Human Migration in the Pre-Modern Levant grew out of Walker’s recent monograph, which examined the Mamluk state in its complex and dialectical relationships with tribal societies on its eastern frontier, each transforming the other during a critical turning point in Mamluk history (Walker 2011). This book was in part inspired by the GML project (Manger and LaBianca 2009). It was also informed by the Exercising Power in the Age of the Sultanates project (Walker and Salles 2008) – a project that explored the ever-evolving dialogue between imperial and local societies on different chronological scales. The planned monograph expands on research Walker is doing in the Mamluk Empire in its ‘Global’ Context research cluster, hosted at the Annemarie Schimmel Kolleg, University of Bonn (2012). Here Walker will be working with other Mamluk historians on many themes also investigated by the LDG. Research will begin in Bonn, and writing would be completed in Oslo during 2014-2015. Bethany Walker is thus bringing to the LDG project a portfolio of research projects and networks that are engaged in intellectual issues relevant to our project agenda.


Short CV

Bethany Walker is Bethany Walker is Professor of Middle East History and Islamic Archaeology, Missouri State University in Springfield, MO, since 2008. She is also Site Manager of the Virtual Lab of Islamic Ceramics; Director, Northern Jordan Project; Co-Director, Tall Hisban and Madaba Plains Projects in Jordan. Ongoing and recent affiliations: Member of international Islamic Working Group, Jordan Museum, Amman; 2011-2019: Research affiliate of Annemarie-Schimmel-Kolleg for the History and Society of the Mamluk Era (1250-1517); 2008: Ceramics consultant (medieval and post-medieval), Vasilikos Valley Project, Cyprus; 2005-2008: Research participant in the project Global Moments in the Levant (University of Bergen); 2004-2006: Research participant, Steering Committee, and Conference Organizer in French-American project Exercising Power in the Age of the Sultanates. As an archaeologically-trained historian of the medieval Middle East, Walker has been doing archaeological fieldwork in the larger Middle East for over twenty years. Her research is rooted in both the fields of textual medieval Islamic history and Islamic archaeology. In previous positions she was affiliated to i.a. Department of History, Grand Valley State University, Department of History, Oklahoma State University.

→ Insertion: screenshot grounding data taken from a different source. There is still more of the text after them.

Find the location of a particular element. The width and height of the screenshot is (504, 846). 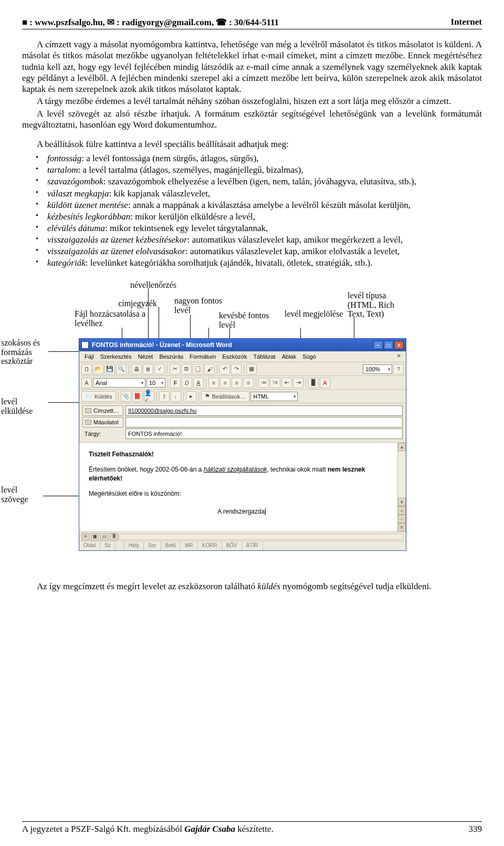

high-importance-icon: ! is located at coordinates (164, 396).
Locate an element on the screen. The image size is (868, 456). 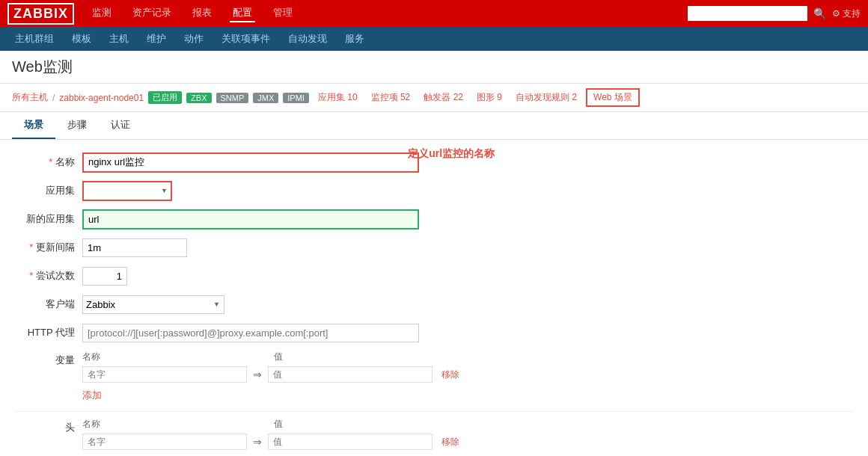
section-divider is located at coordinates (434, 411).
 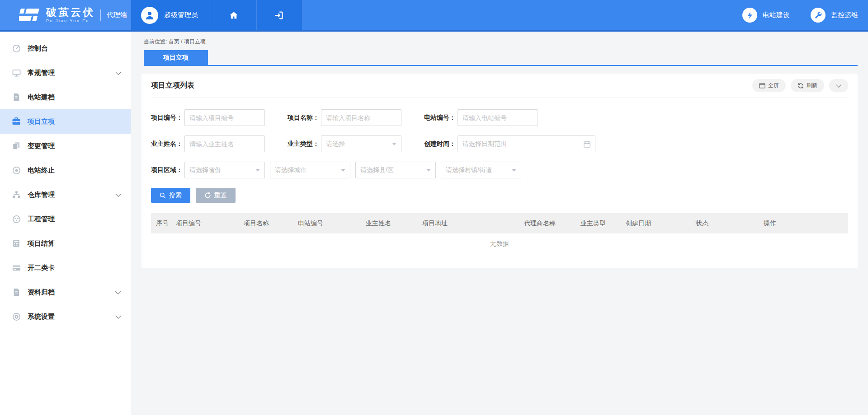 What do you see at coordinates (66, 121) in the screenshot?
I see `sidebar-item-project-initiation: 项目立项` at bounding box center [66, 121].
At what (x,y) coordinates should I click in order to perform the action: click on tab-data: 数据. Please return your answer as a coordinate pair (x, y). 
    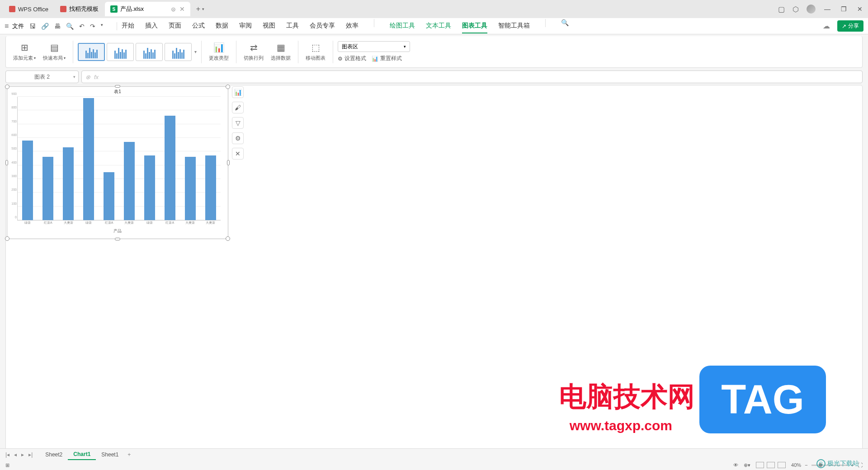
    Looking at the image, I should click on (222, 26).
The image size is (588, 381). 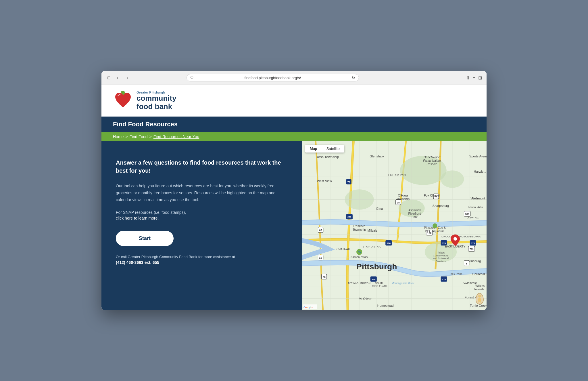 What do you see at coordinates (478, 306) in the screenshot?
I see `svg-text: Turtle Creek` at bounding box center [478, 306].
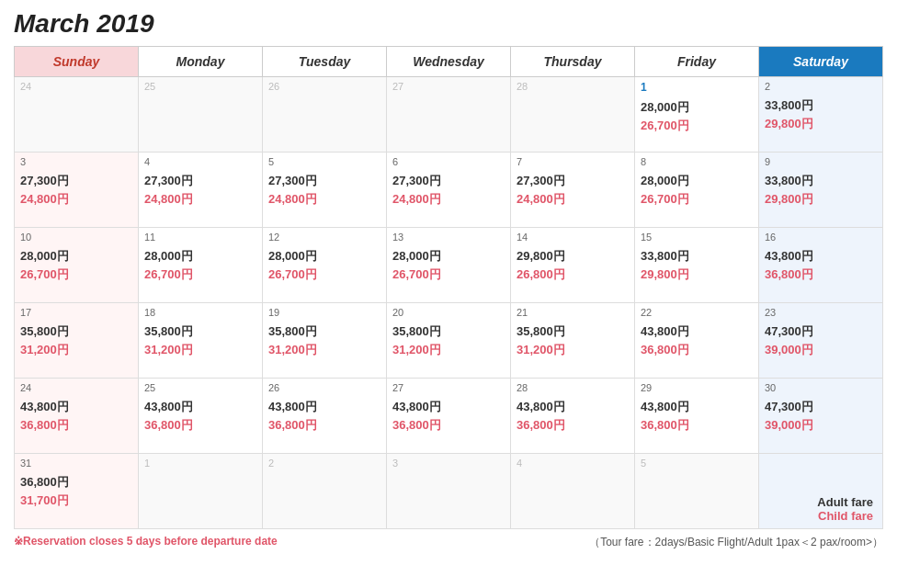 The height and width of the screenshot is (588, 897). I want to click on calendar-cell: 3136,800円31,700円, so click(77, 492).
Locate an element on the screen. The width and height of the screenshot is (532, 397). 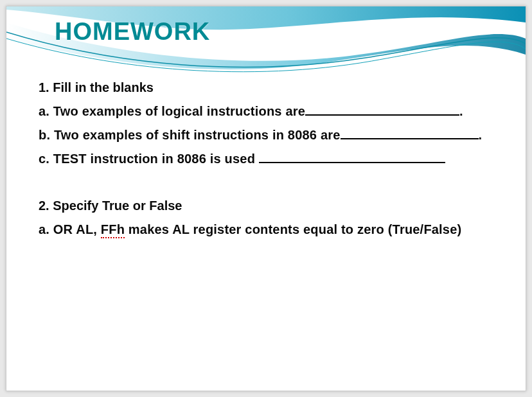
question-1b-text: b. Two examples of shift instructions in… is located at coordinates (190, 135).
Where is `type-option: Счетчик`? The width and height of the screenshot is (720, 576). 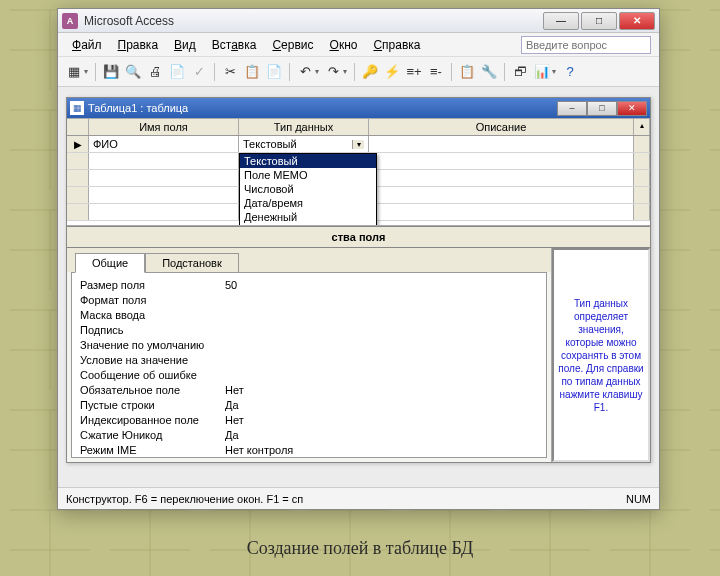 type-option: Счетчик is located at coordinates (308, 225).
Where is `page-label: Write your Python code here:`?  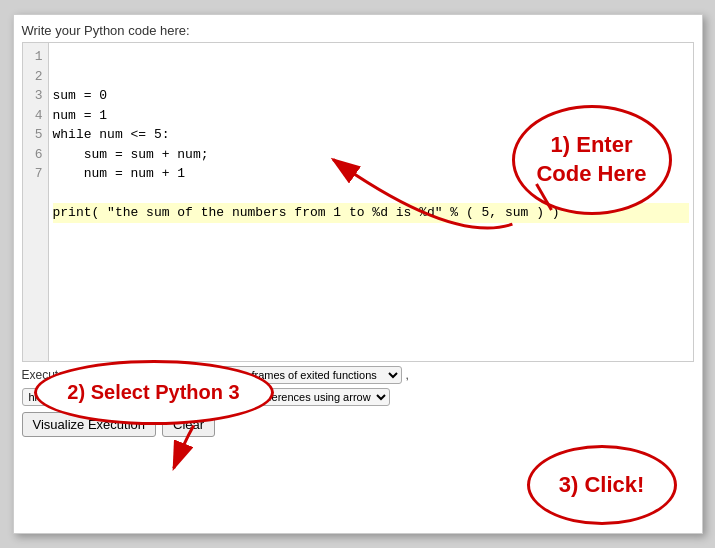
page-label: Write your Python code here: is located at coordinates (358, 30).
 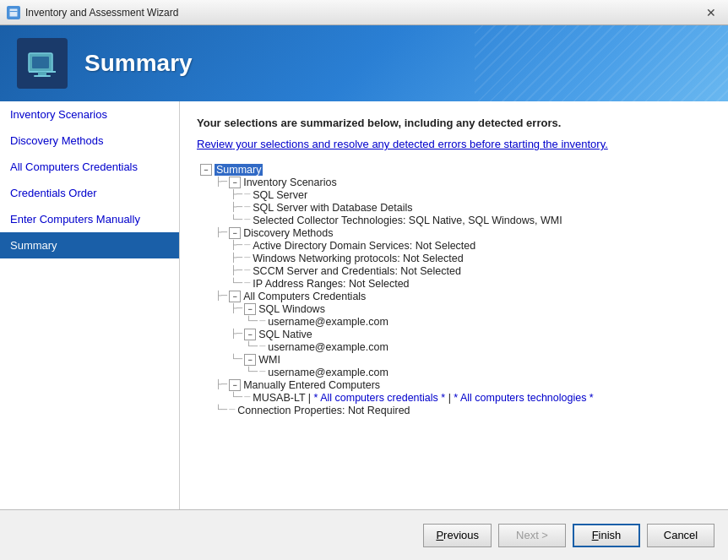 What do you see at coordinates (407, 220) in the screenshot?
I see `tree-label-collector-tech: Selected Collector Technologies: SQL Nat…` at bounding box center [407, 220].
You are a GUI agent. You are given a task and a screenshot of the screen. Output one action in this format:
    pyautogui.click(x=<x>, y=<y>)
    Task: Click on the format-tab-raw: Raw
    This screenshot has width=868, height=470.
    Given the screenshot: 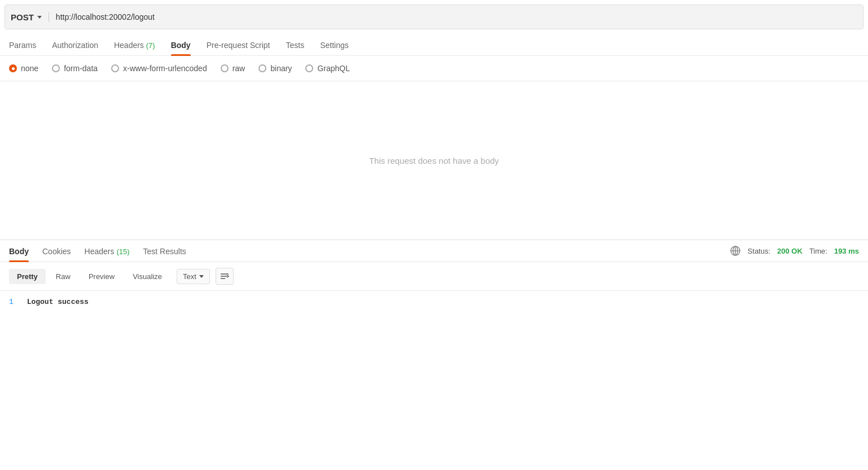 What is the action you would take?
    pyautogui.click(x=63, y=277)
    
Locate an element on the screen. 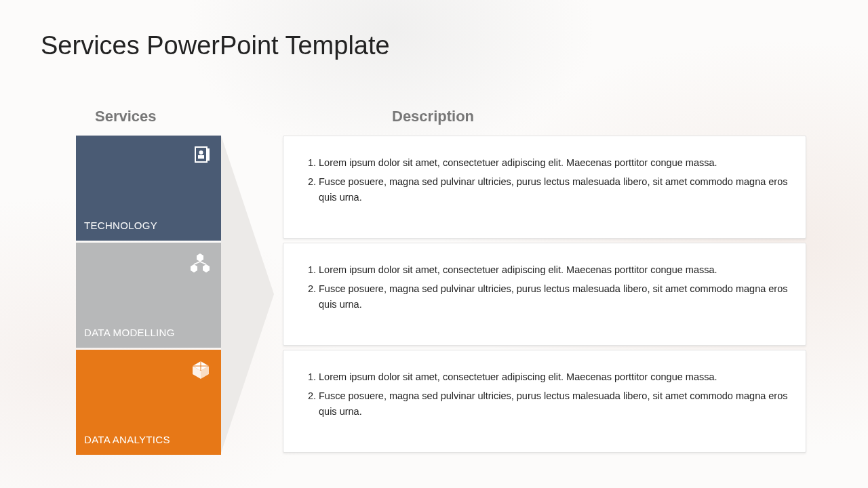 This screenshot has height=488, width=868. service-card-label: DATA MODELLING is located at coordinates (130, 332).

Publications relevant to the LDG Project

2011: Jordan in the Late Middle Ages: Transformation of the Mamluk Frontier. Chicago: Middle East Documentation Center, University of Chicago, Chicago Studies on the Middle East Monograph Series

2009 (editor): Reflections of Empire: Archaeological and Ethnographic Studies on the Pottery of the Ottoman Levant, Boston: ASOR, Annual of the American School of Oriental Research, 64, 2009.

2008 (editor with Jean-François Salles): Le pouvoir à l’âge des sultanats dans le Bilād al-Shām, Proceedings from the IFPO-ACOR Conference 13-15 May 2005, Amman; Published under Bulletin des Études Orientales 57, supplement (2008); Damascus.

2007 (editor): Mamluk Studies Review 11.1 (2007), special volume on the Mamluk provinces.